According to a news release from Adams County Sheriff Douglas Barger, two gangs met at the park late Wednesday and a fight developed. Investigators say the shooting was reported at 6:21.Garcia was taken by friends to Othello Community Hospital, where he was pronounced dead. Barger writes that the other group fled on foot.The sheriff says he expects to determine who was responsible and make an arrest.


Dennis Karbovanec has been under constant surveillance by the cops after being targeted for death by a rival gang.

Posted On 16:50 0 comments

Suspected gangster Dennis Karbovanec has left Port Moody.Port Moody mayor Joe Trasolini says it's a relief Karbovanec is gone and while Jonathan Bacon still lives there, he hopes no other suspected gang members come to town. “We have pride in our safe community, the police department has a motto 'No Call Too Small' and we will focus on these types of individuals, so you know you are not welcome here. If you decide to come here, then we will make life a little too uncomfortable so you might as well think twice before coming here, and if you're here - get out of town.”Police know where Karbovanec has gone but won't say what his new address will be.Karbovanec is known to hang out with the notorious Bacon brothers and he's been under constant surveillance by the cops after being targeted for death by a rival gang.

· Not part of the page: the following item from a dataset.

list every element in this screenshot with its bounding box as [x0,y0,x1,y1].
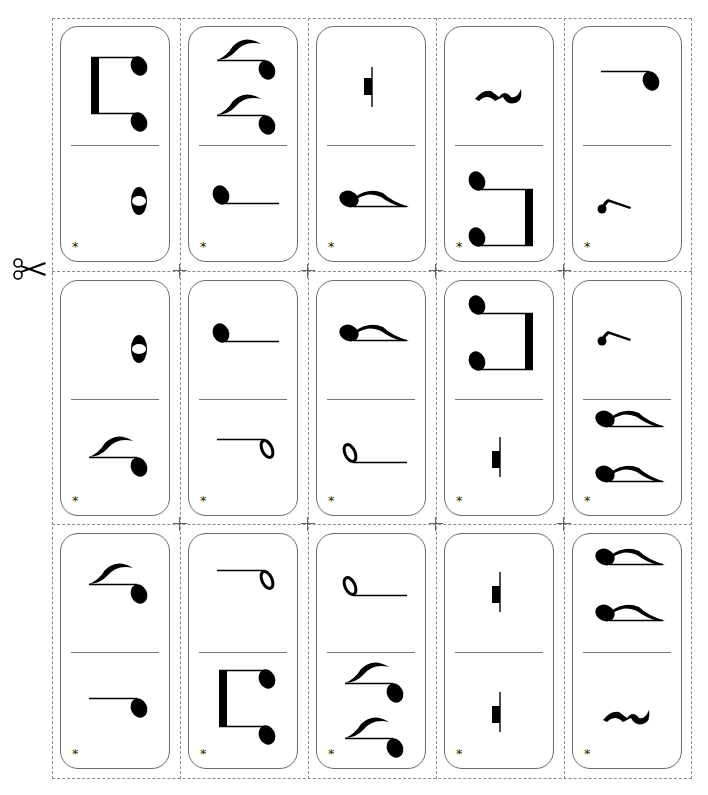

Warring families and feuding bikie gangs in Sydney's south-west have been fuelled by the discovery of a pistol in a breastfeeding mother's handbag

Posted On 16:46 0 comments

Warring families and feuding bikie gangs in Sydney's south-west have been fuelled by the discovery of a pistol in a breastfeeding mother's handbag, a gun under a car seat and a list of potential targets.Detectives attached to Strike Force Lieutenant have spent the last week trying to keep a lid on simmering resentment and anger following the murder of Abdul Qadier Darwiche, 37, a father of four, last Saturday.
Darwiche's brother, Moustafa "Michael", was arrested on Thursday night with a hidden loaded gun and the addresses of relatives of the main suspect in the killing, Mohammed "Blackie" Fahda, a court heard.The 40-year-old father of five and a friend, Michael Darwick, 36, were arrested in Bankstown with a loaded Glock pistol allegedly hidden underneath the rear seat. In the car was also a piece of paper with five addresses of people with the name Fahda and an article about Abdul Darwiche's murder, Bankstown Local Court was told.Police allege the men, who said they were going to McDonald's, were "in the proximity" of one of those addresses when they were stopped.But Michael's barrister, Michael Coroneos, told the court his client had no knowledge of the gun and was a passenger in the car.Police appealed yesterday for anyone who saw Fahda not to approach him. They said they believed he was still in Sydney."We urgently need to speak with Mohammed 'Blackie' Fahda in order for the investigation to proceed," said the commander of the Homicide Squad, Detective Superintendent Geoff Beresford.Superintendent Beresford also called on the families not to take the law into their own hands.In a statement tendered during Michael's bail hearing yesterday police also alleged the Darwiches, the Fahdas and members of another family, the Razzaks, "have previously and are currently suspected of being involved in various levels of organised crime … and are believed responsible for a number of incidents of violence"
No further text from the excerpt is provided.